The Cuban Five heroes

• The five Cubans unjustly imprisoned in the United States are antiterrorist fighters.
• They were not seeking information related to US national security.
• They were trying to prevent the actions by the terrorist groups who act with impunity against Cuba from Florida.
• It has been proven that the nature of the case brought against the Cuban Five is, in essence, politically motivated.
• There have been numerous violations during trial and throughout the whole legal process.
• They have been imprisoned for 13 years already, which is a too long.
• The case of the Cuban Five has the support of governments, parliaments, religious, legal and human rights organisations.
• Personalities from all over the world, including 10 Nobel prize winners, have supported this cause.
• The habeas corpus presented in favor of Gerardo Hernández is the last legal resource within the US judicial system.
• The will of the US government to reject the habeas corpus in favor of Gerardo, will condition the decision that may be arrived at regarding the case.
• The new injustice being committed against the Cuban Five heroes, by imposing an additional punishment on René and make him remain in US territory, jeopardises his personal security.
• We make the US government responsible for the security and physical integrity of René González.
• By forbidding René to visit places visited by terrorists and violent persons in Miami, the US government acknowledges the presence of terrorists in its territory, which reveals once more, the double standard of the US policy in its struggle against terrorism.
• The only just and human decision that the US government should arrive at is to send René back to his homeland.
• The Cuban people appreciate the international solidarity, which is instrumental in the solution to the case of the Cuban Five.
• The Cuban Five maintain their unwavering resistance, unyielding resolve, optimism and conviction for victory.
• The US President Barrack Obama can use his constitutional prerogatives and release the Cuban Five.

American airlines’ bankruptcy scam

From the International Report delivered to the CPGB-ML’s central committee on 3 December

American Airlines has filed for bankruptcy, although this apparently will not affect its orders for 260 Airbus A320s and 200 Boeing 737s announced in July.

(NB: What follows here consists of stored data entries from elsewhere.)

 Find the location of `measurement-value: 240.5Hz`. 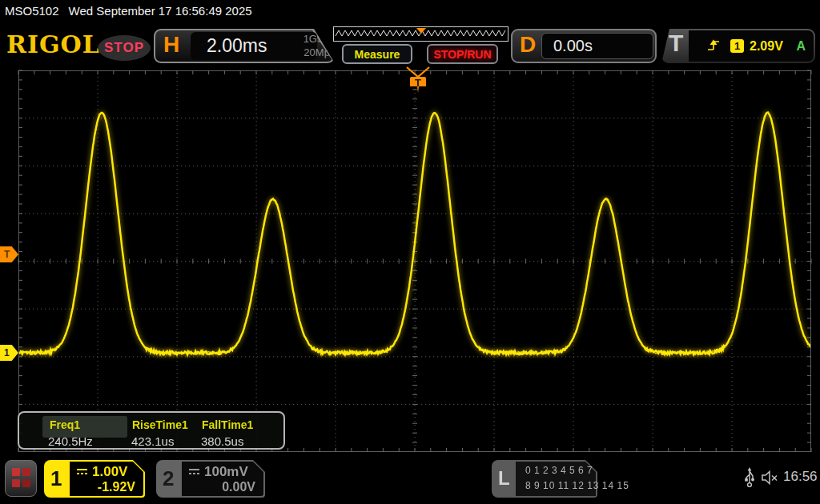

measurement-value: 240.5Hz is located at coordinates (70, 442).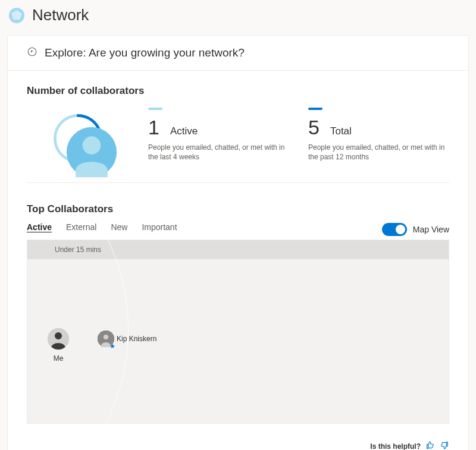  What do you see at coordinates (154, 127) in the screenshot?
I see `active-count: 1` at bounding box center [154, 127].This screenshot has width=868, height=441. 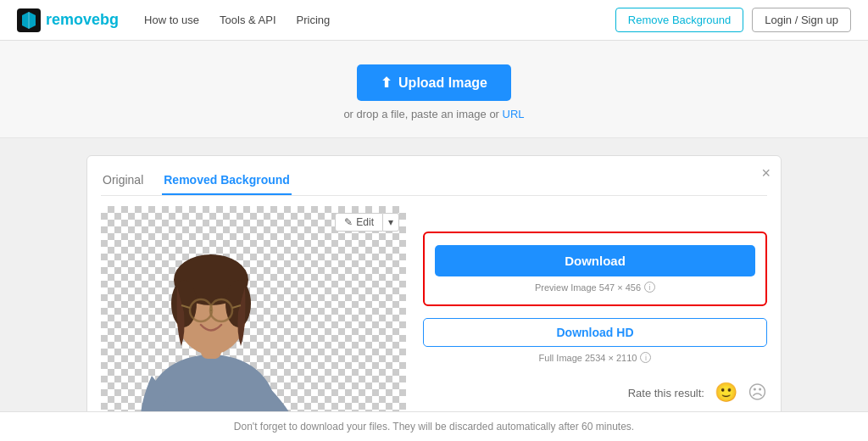 I want to click on nav-links: How to use Tools & API Pricing, so click(x=380, y=20).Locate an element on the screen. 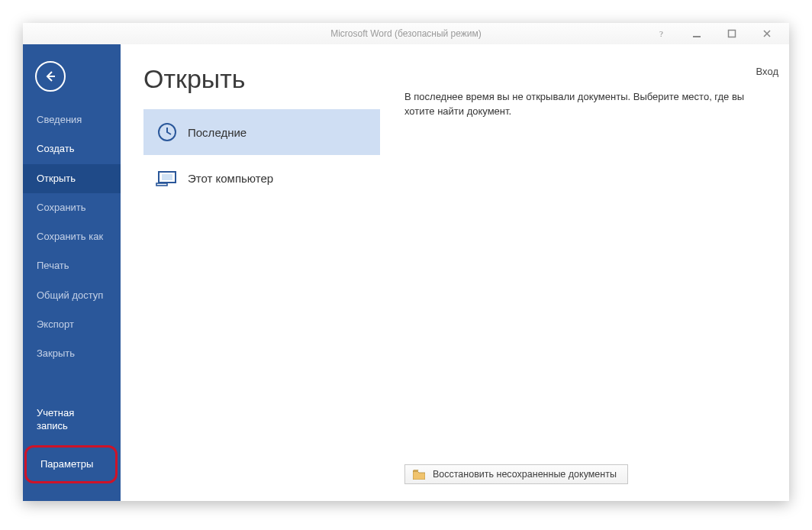  help-button: ? is located at coordinates (662, 34).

US bankruptcy law enables companies to write off their debts and obligations to employees while still continuing to trade. AA’s rival Delta filed for bankruptcy a few years ago, which enabled it, for example, to rewrite its employment contracts, increasing the workload on pilots.

As a result of the changes it was thus able to effect, its costs per available seat mile now come out as only 90 percent of AA’s, which naturally put the latter at a competitive disadvantage.